2014-01-02

The progress from first world problems

One of my favourite thinkers, Virginia Postrel, has a great take on how this Christmas's UPS next-day-delivery failure is actually a vital step in world progress:

Counting your blessings is always a good idea, but calling the Christmas delivery breakdown a "first world problem" points to what's wrong with that criticism. We want first world reliability, and if the public just shrugged when things went wrong we wouldn't get it.
The instinctive reaction when UPS delivers your friend's purchases 1-3 days late is to snark about "first world problems", but Postrel point out that actually this kind of demand is what drives most if not all of modern progress. In software, for example, many of the key leaps forward have been due to someone dissatisfied with the obstructions that current technology put in their way. Larry Wall was dissatisfied with shell scripting and ended up inventing the programming language Perl which glues together too many websites to count; Donald Knuth put together the TeX typesetting language because he was dissatisfied with the mathematic typesetting available to him writing The Art of Computer Programming ; Linus Torvalds created Linux because the existing Unix operating systems weren't sufficiently accessible for tinkering.

We should therefore complain when life falls short of our expectations, no matter how wonderful our current situation would be to someone from 20 years in the past or a thousand miles in the distance:

Complaining about small annoyances can be demoralizing and obnoxious, but demanding complacency is worse. The trick is to simultaneously remember how much life has improved while acknowledging how it could be better. In the new year, then, may all your worries be first world problems.
By the time Christmas 2014 rolls around, UPS will have a lower-latency method of tracking its order load versus maximum capacity, and be able to either buy up additional delivery capacity from other mail firms or start to signal to retailers that it will not be able to deliver goods next-day. This way customers will have a better delivery experience, and technological progress will have been achieved.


YOUR INSTRUCTIONS
Look for "pixels" in the listing below. Gather each line that contains it.

MATERIAL PROVIDED
BEGIN

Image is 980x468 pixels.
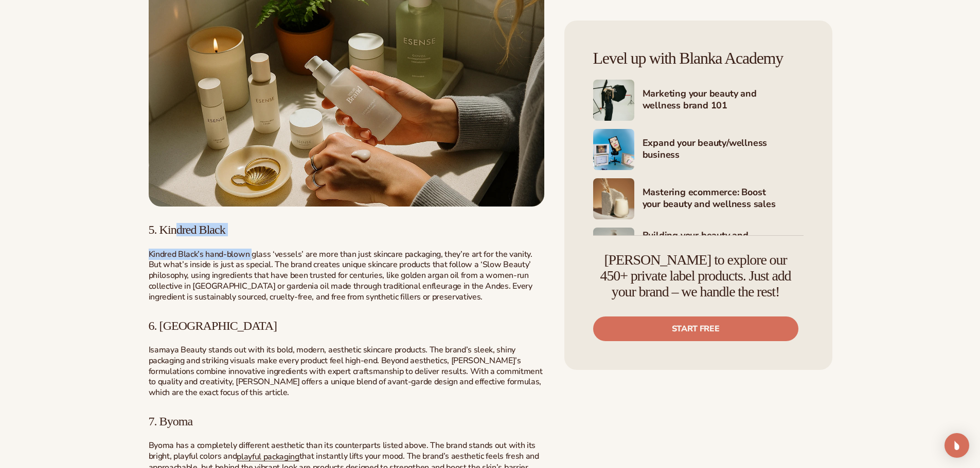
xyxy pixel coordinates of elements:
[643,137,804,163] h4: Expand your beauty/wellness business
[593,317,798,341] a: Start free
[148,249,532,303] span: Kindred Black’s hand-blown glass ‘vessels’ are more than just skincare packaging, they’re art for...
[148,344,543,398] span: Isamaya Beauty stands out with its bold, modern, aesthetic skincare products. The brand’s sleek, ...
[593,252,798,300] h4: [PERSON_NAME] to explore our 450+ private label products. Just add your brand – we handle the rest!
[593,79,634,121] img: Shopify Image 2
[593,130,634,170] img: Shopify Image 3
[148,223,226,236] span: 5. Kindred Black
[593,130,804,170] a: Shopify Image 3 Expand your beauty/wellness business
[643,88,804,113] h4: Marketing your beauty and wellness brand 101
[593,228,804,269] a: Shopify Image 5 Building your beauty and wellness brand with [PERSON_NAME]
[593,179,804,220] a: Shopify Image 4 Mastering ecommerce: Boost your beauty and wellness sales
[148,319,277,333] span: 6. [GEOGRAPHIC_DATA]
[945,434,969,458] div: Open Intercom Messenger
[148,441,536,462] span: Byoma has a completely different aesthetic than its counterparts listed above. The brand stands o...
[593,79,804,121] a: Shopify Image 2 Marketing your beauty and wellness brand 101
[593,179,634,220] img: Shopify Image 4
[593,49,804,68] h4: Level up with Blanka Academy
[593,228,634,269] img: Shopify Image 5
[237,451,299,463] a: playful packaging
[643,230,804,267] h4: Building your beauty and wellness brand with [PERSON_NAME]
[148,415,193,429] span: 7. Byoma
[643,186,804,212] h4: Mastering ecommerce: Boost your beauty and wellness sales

END
BEGIN

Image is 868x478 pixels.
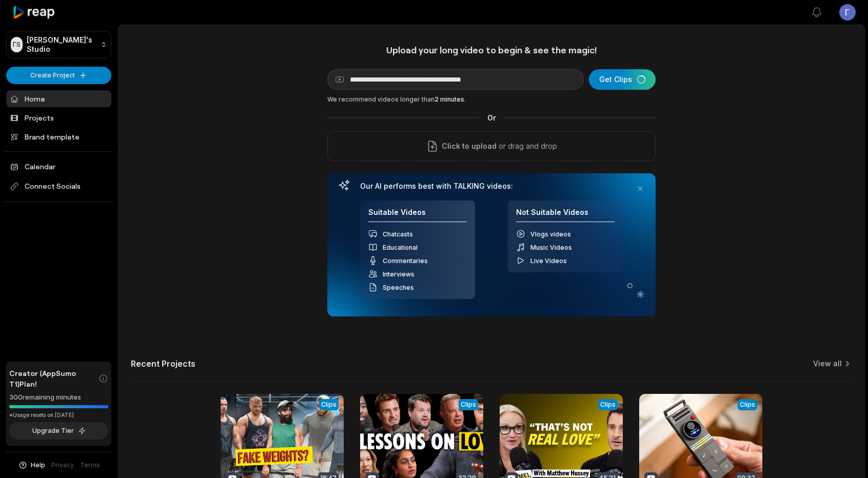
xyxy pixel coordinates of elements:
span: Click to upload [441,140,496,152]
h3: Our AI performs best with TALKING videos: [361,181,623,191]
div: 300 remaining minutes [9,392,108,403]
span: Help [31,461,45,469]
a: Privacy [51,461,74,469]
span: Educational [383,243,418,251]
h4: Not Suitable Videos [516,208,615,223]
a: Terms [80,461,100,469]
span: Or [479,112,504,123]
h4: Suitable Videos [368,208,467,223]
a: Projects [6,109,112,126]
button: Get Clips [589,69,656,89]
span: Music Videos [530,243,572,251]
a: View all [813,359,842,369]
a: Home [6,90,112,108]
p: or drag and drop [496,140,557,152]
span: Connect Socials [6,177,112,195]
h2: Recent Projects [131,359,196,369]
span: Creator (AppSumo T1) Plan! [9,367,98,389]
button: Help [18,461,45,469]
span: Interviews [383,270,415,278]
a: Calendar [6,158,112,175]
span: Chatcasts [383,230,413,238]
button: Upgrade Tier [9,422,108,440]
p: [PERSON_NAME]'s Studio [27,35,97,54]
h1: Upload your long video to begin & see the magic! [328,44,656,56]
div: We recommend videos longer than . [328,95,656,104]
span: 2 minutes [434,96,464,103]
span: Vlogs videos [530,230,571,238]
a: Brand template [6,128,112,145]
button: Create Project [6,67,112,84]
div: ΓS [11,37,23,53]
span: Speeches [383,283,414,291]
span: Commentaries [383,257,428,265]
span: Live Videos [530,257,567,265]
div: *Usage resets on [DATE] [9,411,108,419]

END

ANSWER FOR THIS EXERCISE
Image is 980x468 pixels.
Image is 868x478 pixels.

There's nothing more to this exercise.